Forget postcard views of palms waving in sunny breezes. Forget panoramas of azure ocean and white sands sent by gloating relatives. Warm-weather residents miss some of the most exciting winter scenes one can experience: first-class snow removal.
Admittedly, imagination and keen discernment is required, but therein lies the beauty.
Even Hawaiian residents must concede that neighbor kids rising on a sleep-in snow day to shovel their driveway is a beautiful sight.
Add to that quiet heroism of snowplow and salt truck drivers who often work 24/7 so we who must remain home because of closed schools and businesses don’t have to remain at home. While panicked meteorologists must be put on oxygen while reporting winter’s mega-storms, many snowplow operators venture out gratis. Some have itched all winter to drive their honkin’ big trucks with monster blades, but machismo can’t hide big hearts that determine to plow roads and driveways for the elderly, the infirm and the bank-account challenged.
We fell into the latter class the year my husband opened his solo medical practice. Living on borrowed money, we pinched pennies until they begged for mercy. Hubby often vanished, spending rare time at home sleeping and eating. I, toting a toddler and pregnant with a second child, didn’t rate the world’s most efficient snow remover. But my husband’s patients never had to worry about his timely care. When Lake Michigan gleefully dumped half its H2O in flake form into our driveway, a snowplow hero, paid only with my homemade bread, faithfully cleared it. Thus, my toddler, unborn baby and I could sally forth between blizzards for groceries.
Some snow heroes use only shovels, blowers, and strong backs. Our neighborhood children didn’t appreciate snowblower-toting guys who ensured they would arrive at school on time. But cabin-feverish moms, elderly folks and a cancer victim were eternally grateful.
During one Snowmaggeddon, I awakened to discover the multitude milling outside was our church youth group and their pastor, clearing out the last of the snow from our driveway. I’ll bet both my snow shovels that no San Diego residents awaken to surprises like that.
But warm-weather residents miss an even greater view we savor every year. The snow giants will eventually disappear before the power of gentle rains and stubborn green baby fingers poking up through the soil. Certainly, the giants reassert their power during tourney time, as every basketball-crazy Hoosier knows. But their second-class strength will bow to God’s spring every time.
If that isn’t first-class snow removal, I don’t know what is.
Your Extraordinary Ordinary: Do winter heroes live in your neighborhood?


* EXERCISE PROMPT
For the records below, report how many lines include the string "Sign", leaving out everything except the number.
*** PROVIDED RECORDS ***
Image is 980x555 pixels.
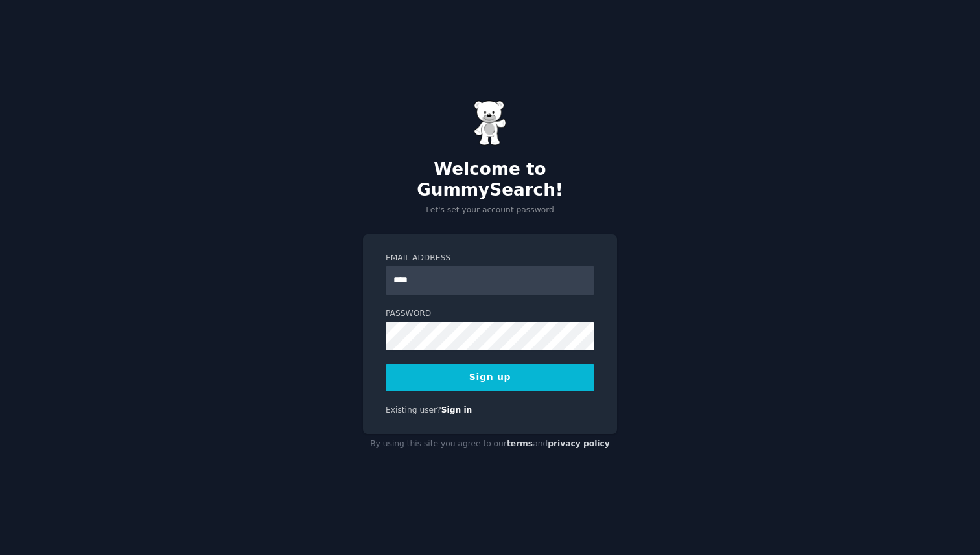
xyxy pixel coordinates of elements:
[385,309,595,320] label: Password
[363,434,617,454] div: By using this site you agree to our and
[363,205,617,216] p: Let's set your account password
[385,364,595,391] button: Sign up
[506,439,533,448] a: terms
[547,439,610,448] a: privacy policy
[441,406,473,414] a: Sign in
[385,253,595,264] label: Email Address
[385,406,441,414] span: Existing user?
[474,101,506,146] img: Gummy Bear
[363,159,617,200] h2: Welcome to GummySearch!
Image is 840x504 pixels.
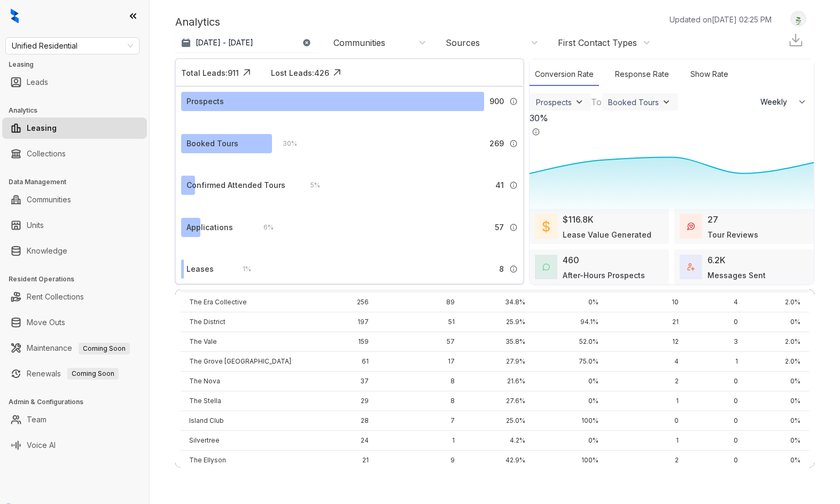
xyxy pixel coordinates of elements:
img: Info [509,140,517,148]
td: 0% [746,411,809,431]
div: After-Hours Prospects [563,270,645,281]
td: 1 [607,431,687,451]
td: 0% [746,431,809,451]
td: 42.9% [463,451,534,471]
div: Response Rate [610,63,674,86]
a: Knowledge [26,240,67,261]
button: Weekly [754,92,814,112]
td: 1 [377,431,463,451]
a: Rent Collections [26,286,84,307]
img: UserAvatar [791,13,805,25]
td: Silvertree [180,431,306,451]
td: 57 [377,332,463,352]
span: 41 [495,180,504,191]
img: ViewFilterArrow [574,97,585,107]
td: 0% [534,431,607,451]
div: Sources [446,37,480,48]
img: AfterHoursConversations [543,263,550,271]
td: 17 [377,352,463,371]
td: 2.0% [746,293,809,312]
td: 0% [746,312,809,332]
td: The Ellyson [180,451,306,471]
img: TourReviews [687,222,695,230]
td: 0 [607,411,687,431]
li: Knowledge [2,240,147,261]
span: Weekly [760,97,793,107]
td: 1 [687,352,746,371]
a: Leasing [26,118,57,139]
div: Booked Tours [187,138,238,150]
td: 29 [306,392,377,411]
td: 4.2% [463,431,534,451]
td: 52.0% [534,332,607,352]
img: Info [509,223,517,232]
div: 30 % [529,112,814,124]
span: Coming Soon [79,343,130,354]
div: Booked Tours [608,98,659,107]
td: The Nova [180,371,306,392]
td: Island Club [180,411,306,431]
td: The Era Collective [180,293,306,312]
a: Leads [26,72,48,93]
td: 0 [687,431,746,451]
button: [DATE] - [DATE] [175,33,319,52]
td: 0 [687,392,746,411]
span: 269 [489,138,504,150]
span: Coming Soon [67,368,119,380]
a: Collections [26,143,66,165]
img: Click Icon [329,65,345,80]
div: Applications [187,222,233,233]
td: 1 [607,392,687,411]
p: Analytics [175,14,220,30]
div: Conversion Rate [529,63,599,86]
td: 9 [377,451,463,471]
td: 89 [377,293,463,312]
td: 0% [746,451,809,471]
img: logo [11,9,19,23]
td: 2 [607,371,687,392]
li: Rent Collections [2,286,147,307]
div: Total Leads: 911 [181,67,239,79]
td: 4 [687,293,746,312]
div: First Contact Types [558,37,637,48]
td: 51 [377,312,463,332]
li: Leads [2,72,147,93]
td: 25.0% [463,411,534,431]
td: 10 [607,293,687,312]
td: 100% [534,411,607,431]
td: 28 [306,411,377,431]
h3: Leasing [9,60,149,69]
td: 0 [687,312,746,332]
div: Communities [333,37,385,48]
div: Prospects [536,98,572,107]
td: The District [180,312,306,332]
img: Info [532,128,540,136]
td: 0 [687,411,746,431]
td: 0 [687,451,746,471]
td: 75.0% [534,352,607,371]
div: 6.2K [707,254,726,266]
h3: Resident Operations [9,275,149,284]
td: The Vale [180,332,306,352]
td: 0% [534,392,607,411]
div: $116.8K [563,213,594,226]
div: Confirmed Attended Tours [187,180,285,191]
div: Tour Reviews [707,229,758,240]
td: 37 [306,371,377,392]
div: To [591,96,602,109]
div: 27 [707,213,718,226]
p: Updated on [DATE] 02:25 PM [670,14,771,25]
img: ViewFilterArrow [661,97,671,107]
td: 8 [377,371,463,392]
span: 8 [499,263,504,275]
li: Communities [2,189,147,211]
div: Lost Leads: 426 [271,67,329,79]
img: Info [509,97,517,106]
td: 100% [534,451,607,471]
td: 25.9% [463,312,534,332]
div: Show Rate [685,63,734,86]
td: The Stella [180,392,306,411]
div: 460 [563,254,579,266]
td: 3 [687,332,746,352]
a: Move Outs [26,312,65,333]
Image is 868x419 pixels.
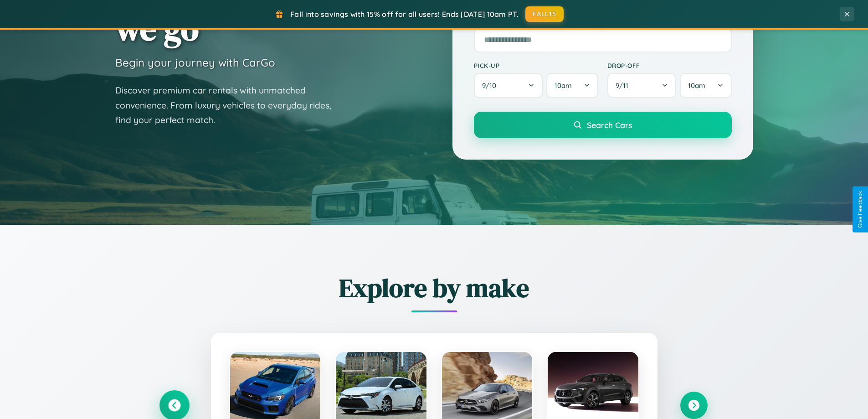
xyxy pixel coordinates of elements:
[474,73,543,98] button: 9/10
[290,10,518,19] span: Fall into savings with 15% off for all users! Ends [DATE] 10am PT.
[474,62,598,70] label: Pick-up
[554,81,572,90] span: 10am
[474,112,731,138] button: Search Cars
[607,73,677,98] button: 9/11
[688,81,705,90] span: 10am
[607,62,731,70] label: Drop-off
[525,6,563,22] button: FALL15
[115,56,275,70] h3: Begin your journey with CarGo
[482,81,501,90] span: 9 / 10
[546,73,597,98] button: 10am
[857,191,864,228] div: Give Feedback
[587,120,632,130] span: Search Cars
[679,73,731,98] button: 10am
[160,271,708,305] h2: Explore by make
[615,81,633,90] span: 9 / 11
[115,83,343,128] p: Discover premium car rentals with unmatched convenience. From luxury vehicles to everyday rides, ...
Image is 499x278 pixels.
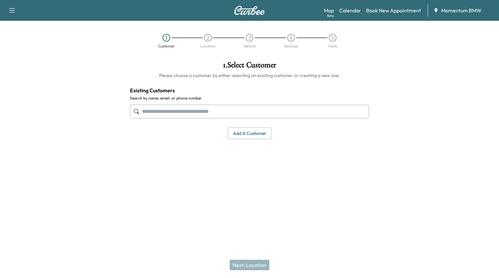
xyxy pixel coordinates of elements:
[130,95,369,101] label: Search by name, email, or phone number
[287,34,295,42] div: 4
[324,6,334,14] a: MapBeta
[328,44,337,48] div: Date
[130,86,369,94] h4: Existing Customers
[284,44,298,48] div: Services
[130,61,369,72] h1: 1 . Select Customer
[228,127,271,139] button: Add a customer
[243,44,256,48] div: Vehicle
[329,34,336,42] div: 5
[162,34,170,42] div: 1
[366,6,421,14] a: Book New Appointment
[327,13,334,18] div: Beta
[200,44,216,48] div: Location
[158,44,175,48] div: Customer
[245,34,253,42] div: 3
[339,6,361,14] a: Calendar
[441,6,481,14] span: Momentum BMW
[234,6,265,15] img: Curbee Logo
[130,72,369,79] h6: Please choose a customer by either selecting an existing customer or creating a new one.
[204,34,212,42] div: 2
*** End of PROVIDED RECORDS ***
* COMPLETED TASK
2